AceShowbiz - Celebrity conservationist Carole Baskin has finally landed the documentary she thought "Tiger King: Murder, Mayhem and Madness" would be.

The wildlife savior became a star thanks to Joe Exotic's Netflix series but she has always confessed she was pitched a very different show about the illegal big cat market in the U.S. when she signed on for "Tiger King".

But that show has brought her acclaim and the chance to get behind a new film, "The Conservation Game", about a retired police officer tracking down missing lions, tigers, and leopards.

"Last year people discovered there are hundreds of big cats that are being kept by people that are pretty irresponsible and reckless and this shows where that started," Carole tells Access Live.

And she reveals many of the animals were once "cute little cubs" on TV shows.

"They [producers] were being told they were coming from big accredited zoos and there were these conservationists that everybody trusted saying they came from the big zoos... and that's not true. They were coming from some of these horrible backyard breeders and going into places that were even worse, or just disappearing altogether."

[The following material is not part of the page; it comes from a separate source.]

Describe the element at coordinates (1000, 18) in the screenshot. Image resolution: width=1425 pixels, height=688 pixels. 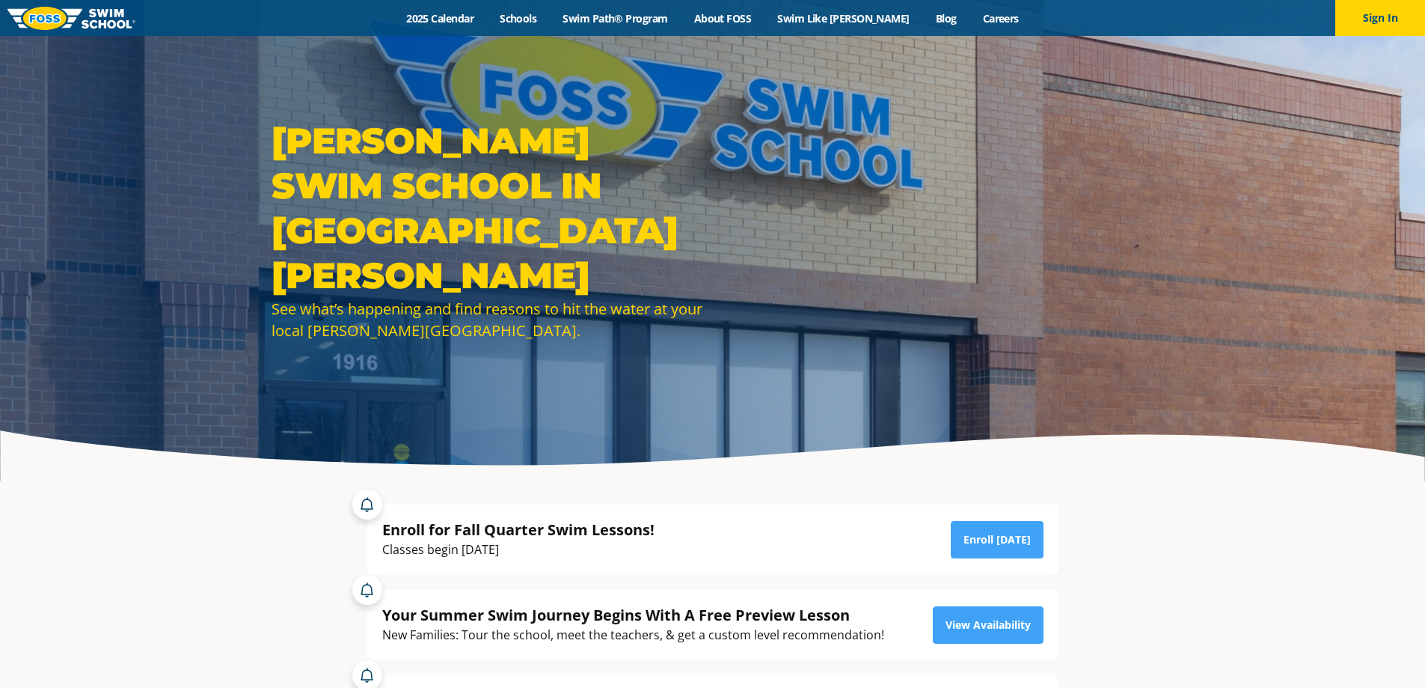
I see `a: Careers` at that location.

The new project exposes the many different state laws across America, with Baskin revealing there is no legislation preventing people from owning big cats in Nevada, Wisconsin, Alabama or South Carolina.

She claims "The Conservation Game" is the project she hoped "Tiger King" would be, explaining producers pitched that series as "the next Blackfish" - a documentary that exposed the cruel practice of keeping orcas at amusement parks.

"We were all on board for that... but that turned out not to be what 'Tiger King' produced," Carole notes, adding that the same producers reached out to her last year (2020) about a "Tiger King" sequel.

"They said, 'We just wanna clear the air with you,' and I had heard they had gone around to some of the other members of the cast and were saying, 'We want you to sign on...' and their contracts were saying they weren't allowed to talk to anybody about anything that they had seen or witnessed in this industry, and I told them just to lose my number," Baskin explains. "I wasn't going to be silenced by them."